More than thirty doctors from South Florida (USA) on Thursday urged international health organizations to “speak out in favor of the end of the repression” against at least two dozen Cuban opponents who have been on a hunger strike for some 20 days in Cuba.
In a letter dated Miami and addressed to the International Committee of the Red Cross, the World Health Organization (WHO), the Pan American Health Organization (PAHO) and the World Medical Association (WMA), the doctors request “the attention and immediate intervention that these cases warrant”.
“The signatories are doctors concerned about the progressive deterioration of the health and potential death of 25 Cuban human rights promoters who are on hunger strike,” begins the letter published on the digital platform Change.org along with a petition for signatures to save the lives of the strikers.
On behalf of the 34 signatories, Doctors Manuel Alzugaray, Ramón Domínguez, Vicente Lago and Omar Vento highlighted in a press conference today in Miami that the activists of the Patriotic Union of Cuba (Unpacu), who carry out the protest, enter a critical phase of the hunger strike.
“Once they enter the third week, a greater deterioration of the people who carry out this type of strike begins. Failures in motor function and cognitive function can occur,” said surgeon and orthopedist Alzugaray.
The leader of Unpacu, José Daniel Ferrer, began a fast on March 20 – which was joined by activists and sympathizers inside and outside the island – to demand an end to acts of repression and harassment against dissidents, as well as the uprising of a police siege that has been besieging the organization’s headquarters in Santiago de Cuba for almost three weeks.
“Ferrer has a delicate state of health, I speak with him almost every day that he is not incommunicado,” Rosa María Payá told Efe, who was at the press conference representing the Cuba Decide citizen platform, of which, she said, the strikers are promoters on the island.

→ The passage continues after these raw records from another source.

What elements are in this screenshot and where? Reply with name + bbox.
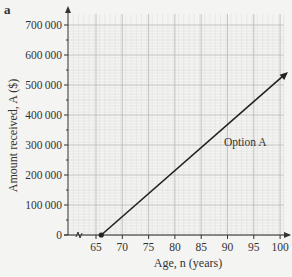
series-label-option-a: Option A <box>224 136 267 148</box>
svg-text:90: 90 <box>222 241 234 253</box>
svg-text:95: 95 <box>248 241 260 253</box>
svg-text:700 000: 700 000 <box>25 19 62 31</box>
svg-text:75: 75 <box>143 241 155 253</box>
svg-text:85: 85 <box>195 241 207 253</box>
svg-text:600 000: 600 000 <box>25 49 62 61</box>
svg-text:65: 65 <box>90 241 102 253</box>
svg-text:500 000: 500 000 <box>25 79 62 91</box>
svg-text:100 000: 100 000 <box>25 199 62 211</box>
svg-text:200 000: 200 000 <box>25 169 62 181</box>
svg-text:400 000: 400 000 <box>25 109 62 121</box>
svg-text:80: 80 <box>169 241 181 253</box>
x-axis-label: Age, n (years) <box>96 256 280 271</box>
svg-text:300 000: 300 000 <box>25 139 62 151</box>
svg-text:100: 100 <box>271 241 289 253</box>
svg-text:70: 70 <box>117 241 129 253</box>
y-axis-label: Amount received, A ($) <box>6 61 21 211</box>
svg-text:0: 0 <box>56 229 62 241</box>
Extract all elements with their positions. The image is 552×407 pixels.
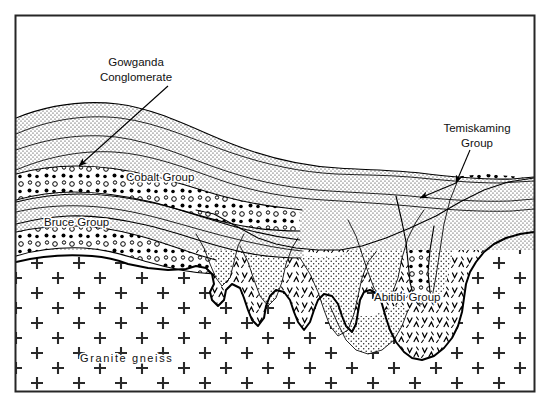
label-gowganda-line1: Gowganda xyxy=(108,56,164,68)
label-granite-gneiss: Granite gneiss xyxy=(80,352,173,364)
label-temiskaming-line2: Group xyxy=(461,137,493,149)
cross-section-svg: Gowganda Conglomerate Cobalt Group Bruce… xyxy=(0,0,552,407)
label-cobalt-group: Cobalt Group xyxy=(126,171,194,183)
label-gowganda-line2: Conglomerate xyxy=(100,71,172,83)
label-temiskaming-line1: Temiskaming xyxy=(443,122,510,134)
label-abitibi-group: Abitibi Group xyxy=(374,291,440,303)
label-bruce-group: Bruce Group xyxy=(44,216,109,228)
figure-canvas: Gowganda Conglomerate Cobalt Group Bruce… xyxy=(0,0,552,407)
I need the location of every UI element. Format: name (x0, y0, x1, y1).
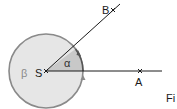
angle-diagram: B S A α β Fi (0, 0, 177, 109)
label-b: B (102, 4, 109, 16)
label-s: S (35, 67, 42, 79)
point-b-mark (111, 8, 115, 12)
label-a: A (135, 76, 143, 88)
label-alpha: α (64, 57, 71, 69)
caption-partial: Fi (166, 92, 175, 104)
label-beta: β (21, 67, 27, 79)
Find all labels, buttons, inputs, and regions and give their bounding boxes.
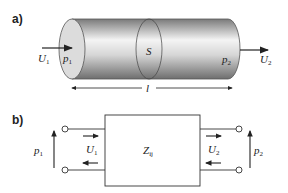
inlet-velocity-label: U1: [38, 52, 50, 66]
diagram-canvas: U1 p1 S p2 U2 l Zij U1 U2 p1 p2: [0, 0, 288, 193]
inlet-end-cap: [59, 19, 85, 79]
left-velocity-label: U1: [86, 143, 98, 157]
section-label: S: [146, 45, 152, 57]
right-pressure-label: p2: [253, 144, 264, 158]
left-top-terminal: [62, 126, 68, 132]
outlet-velocity-label: U2: [260, 53, 272, 67]
right-top-terminal: [236, 126, 242, 132]
left-pressure-label: p1: [33, 144, 44, 158]
right-velocity-label: U2: [208, 143, 220, 157]
left-bottom-terminal: [62, 167, 68, 173]
right-bottom-terminal: [236, 167, 242, 173]
length-label: l: [146, 82, 149, 94]
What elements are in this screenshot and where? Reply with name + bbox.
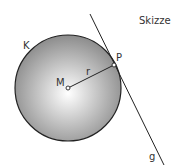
title-label: Skizze: [139, 15, 171, 26]
center-label: M: [56, 77, 65, 88]
point-label: P: [116, 52, 122, 63]
center-point-m: [66, 86, 70, 90]
tangent-point-p: [112, 63, 116, 67]
circle-label: K: [23, 40, 30, 51]
diagram-canvas: Skizze K M r P g: [0, 0, 174, 165]
tangent-label: g: [149, 151, 155, 162]
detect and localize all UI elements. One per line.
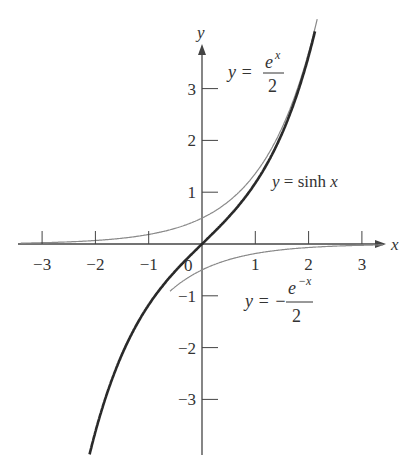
x-tick-label: 2 [304, 255, 313, 274]
annotation-ex-over-2: y = e x 2 [226, 48, 284, 96]
svg-text:y =: y = [226, 62, 253, 82]
x-tick-label: 3 [358, 255, 367, 274]
y-axis-arrow [198, 44, 206, 55]
y-tick-label: −2 [178, 339, 196, 358]
annotation-neg-emx-over-2: y = − e −x 2 [243, 274, 313, 326]
y-tick-label: 3 [188, 80, 197, 99]
origin-label: 0 [184, 256, 193, 275]
x-tick-label: −2 [86, 255, 104, 274]
y-axis-label: y [195, 23, 205, 42]
y-tick-label: −3 [178, 390, 196, 409]
svg-text:y = −: y = − [243, 291, 286, 311]
axes [18, 44, 386, 455]
y-tick-label: 2 [188, 131, 197, 150]
annotation-sinh: y = sinh x [270, 172, 338, 191]
svg-text:e: e [288, 278, 296, 298]
sinh-chart: −3−2−1123−3−2−1123 x y 0 y = e x 2 y = s… [0, 0, 417, 465]
svg-text:e: e [265, 52, 273, 72]
x-axis-arrow [375, 240, 386, 248]
x-tick-label: −3 [33, 255, 51, 274]
y-tick-label: −1 [178, 287, 196, 306]
x-tick-label: −1 [140, 255, 158, 274]
svg-text:2: 2 [268, 76, 277, 96]
y-tick-label: 1 [188, 183, 197, 202]
svg-text:x: x [274, 48, 281, 62]
x-tick-label: 1 [251, 255, 260, 274]
svg-text:−x: −x [298, 274, 312, 288]
svg-text:2: 2 [292, 306, 301, 326]
x-axis-label: x [390, 235, 399, 254]
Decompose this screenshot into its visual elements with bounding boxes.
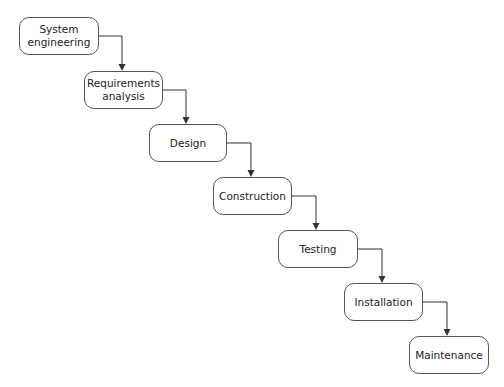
stage-testing: Testing	[278, 230, 358, 268]
stage-maintenance: Maintenance	[409, 336, 489, 374]
waterfall-diagram: System engineering Requirements analysis…	[0, 0, 504, 387]
stage-installation: Installation	[344, 283, 423, 321]
connector-arrow	[292, 196, 316, 225]
connector-arrow	[99, 36, 122, 66]
stage-requirements-analysis: Requirements analysis	[84, 71, 163, 109]
connector-arrow	[358, 249, 382, 278]
arrowhead-icon	[248, 170, 255, 177]
arrowhead-icon	[183, 117, 190, 124]
arrowhead-icon	[313, 223, 320, 230]
arrowhead-icon	[119, 64, 126, 71]
stage-system-engineering: System engineering	[19, 17, 99, 55]
arrowhead-icon	[379, 276, 386, 283]
connector-arrow	[163, 90, 186, 119]
connector-arrow	[423, 302, 447, 331]
arrowhead-icon	[444, 329, 451, 336]
stage-design: Design	[149, 124, 227, 162]
connector-arrow	[227, 143, 251, 172]
stage-construction: Construction	[213, 177, 292, 215]
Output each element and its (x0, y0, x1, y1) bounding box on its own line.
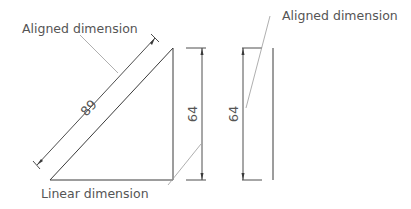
arrowhead-icon (242, 48, 245, 55)
callout-aligned-dimension-right: Aligned dimension (282, 8, 398, 23)
callout-linear-dimension: Linear dimension (41, 186, 149, 201)
line-height-value: 64 (226, 106, 241, 123)
hypotenuse-dimension-value: 89 (78, 97, 100, 119)
triangle-shape (50, 48, 173, 180)
aligned-dimension-hypotenuse: 89 (33, 34, 159, 169)
leader-line-aligned-right (246, 16, 270, 108)
dimension-diagram: 89 64 64 Aligned dimension Aligned dimen… (0, 0, 411, 209)
arrowhead-icon (201, 48, 204, 55)
arrowhead-icon (150, 38, 155, 45)
callout-aligned-dimension-left: Aligned dimension (22, 21, 138, 36)
arrowhead-icon (201, 173, 204, 180)
arrowhead-icon (242, 173, 245, 180)
triangle-height-value: 64 (185, 106, 200, 123)
leader-line-aligned-left (80, 35, 118, 73)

“At the moment we are very concerned because they cut the internet so that activists cannot transmit what they are going through. Two days ago (the state company) ETECSA cut off communication with them, ”said Payá.
The activist commented that the letter sent today has been an initiative of more than thirty doctors from South Florida and that what Cuba Decide has done is “accompany them.”
“In accordance with the principles that these organizations defend, the objective is to demand that they act so that the fence is broken and that there can be medical assistance to the strikers and save their lives,” said Payá about the recipients of the letter.
“The Cuban people are going through one of the most difficult periods in recent decades,” reads the letter, in which they urge international health organizations, “in accordance with the ideals and precepts that govern” their institutions, to act to “seek assistance to those whose lives are at risk.”
“From Cuba Decide we neither encourage nor support the hunger strike because we do not make a strategy with the life of any activist,” said Payá.
“Those responsible for this are Raúl Castro and (President Miguel) Díaz-Canel; It is from them who should be required,” he remarked.